A couple of weeks ago, I listed the documents that I’m using to coordinate my research efforts for my new nonfiction project, but I didn’t say how I’m using them, or think I might in the future. So, here goes:

Contacts: This spreadsheet contains two worksheets, “Potential Sources” and “Existing.” This is where I keep track of people I think I might want to get in touch with, or whom I already have contacted and may want to acknowledge come publication time.

Images: Until Pinterest allows for private pinboards, this is where I keep links to photographs and illustrations that might be helpful for my work in progress.

Patents: When the person I’m researching is a US inventor, a list of his or her patents — with dates and collaborators — comes in mighty handy.

Potential Titles: I don’t know yet what this book is going to be called, but some key words and phrases have come to mind, and I store those here along with various combinations of them.

Questions: What would I want to ask my subject? What would I want to ask other people about my subject?

Quotes: What did my subject actually say? Are any of these statements likely candidates for inclusion in my text? And even if not, what light do they shed on my subject’s personality?

Science: If I’d had this document when I was researching The Day-Glo Brothers, here’s where I would have kept multiple explanations of how light, color, fluorescence, and daylight fluorescence work so that I could refer to them again and again until I knew them well enough to confidently state them in my own words.

Search Terms: If my subject’s name is not unique, I’ll need to combine it with other words and phrases — the name of his or her hometown, for instance — to find articles that make more than just a passing reference. I keep those relevant words and phrases here, which makes my actual querying of databases a lot more efficient.

Source Types: This is a handy reminder to myself of all the different types of sources out there that I might be able to turn to for a nonfiction research project. It’s essentially a distillation of the far-reaching bibliography from Can I See Your I.D.?

Sources: Another spreadsheet, with worksheets for “Reviewed Already” (with sources already formatted for inclusion in a bibliography, plus a link to an online version, if available) and “Not Yet” (which is much less structured, since there’s no reason to spend time polishing that information if it turns out not to yield anything useful for my research).

Timeline/Anecdotes:
This is my biggest document by far, as it includes a detailed chronology of my subject’s life, according to the sources in the “Reviewed Already” worksheet. Being thorough here pays off, because getting seemingly redundant information from multiple sources — and seeing it all side by side — highlights inconsistencies and errors perpetuated by those sources.

Those inconsistencies and errors will be the subject for a separate post soon.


▶ **What this task involves**: Please copy each line of the records below that includes the word "iron".

(Excerpts from a dataset)
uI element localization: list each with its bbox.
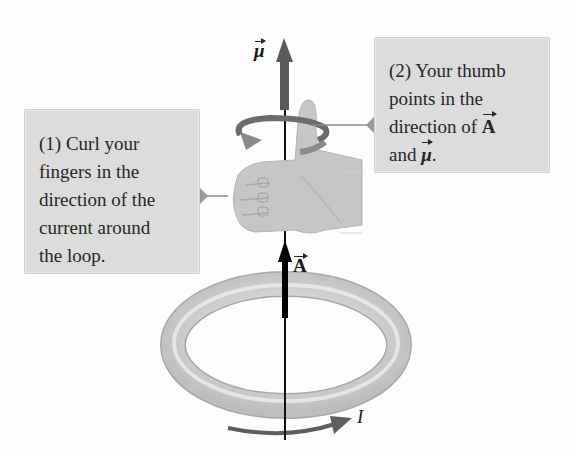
callout-2-line-3: direction of A — [389, 113, 549, 141]
callout-2-line-4-text: and — [389, 144, 421, 165]
callout-1-line-4: current around — [39, 214, 199, 242]
callout-curl-fingers: (1) Curl your fingers in the direction o… — [24, 109, 200, 274]
area-vector-label: A — [293, 255, 307, 277]
callout-1-line-3: direction of the — [39, 186, 199, 214]
callout-thumb-direction: (2) Your thumb points in the direction o… — [374, 37, 550, 173]
mu-vector-label: μ — [254, 40, 265, 62]
callout-1-line-1: (1) Curl your — [39, 130, 199, 158]
callout-1-line-2: fingers in the — [39, 158, 199, 186]
mu-vector-arrow-icon — [276, 38, 293, 110]
callout-2-line-4: and μ. — [389, 141, 549, 169]
vector-mu-symbol: μ — [421, 141, 432, 169]
callout-1-line-5: the loop. — [39, 242, 199, 270]
figure: (1) Curl your fingers in the direction o… — [0, 0, 576, 449]
current-label: I — [357, 406, 363, 428]
callout-2-line-2: points in the — [389, 85, 549, 113]
callout-2-period: . — [432, 144, 437, 165]
callout-2-line-3-text: direction of — [389, 116, 482, 137]
callout-2-line-1: (2) Your thumb — [389, 57, 549, 85]
vector-A-symbol: A — [482, 113, 496, 141]
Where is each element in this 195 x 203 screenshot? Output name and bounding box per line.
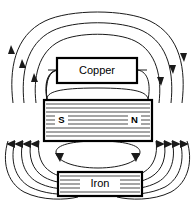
iron-block[interactable]: Iron [58,172,142,196]
lower-right-arrows [156,140,189,148]
south-pole-label: S [58,114,64,125]
arrow-left-1 [6,140,15,148]
magnetic-flux-diagram: Copper S N [0,0,195,203]
north-pole-label: N [131,114,138,125]
arrow-up-2 [19,59,26,68]
arrow-down-3 [157,77,164,86]
arrow-right-1 [180,140,189,148]
flux-line-upper-4-left [46,70,57,100]
arrow-up-1 [8,45,15,54]
upper-left-arrows [8,45,38,82]
iron-block-label: Iron [91,177,110,189]
copper-block[interactable]: Copper [57,58,137,83]
magnet-block[interactable]: S N [44,100,152,141]
flux-line-inner-ellipse [56,141,140,168]
arrow-inner-right [131,153,140,162]
inner-flux-loop [55,141,140,168]
copper-block-label: Copper [79,64,115,76]
flux-line-under-copper [47,88,148,100]
lower-left-arrows [6,140,39,148]
flux-line-upper-4-right [138,70,149,100]
flux-diagram-canvas: Copper S N [0,0,195,203]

▶ **Result of the task**:
iron-block[interactable]: Iron [58,172,142,196]
iron-block-label: Iron [91,177,110,189]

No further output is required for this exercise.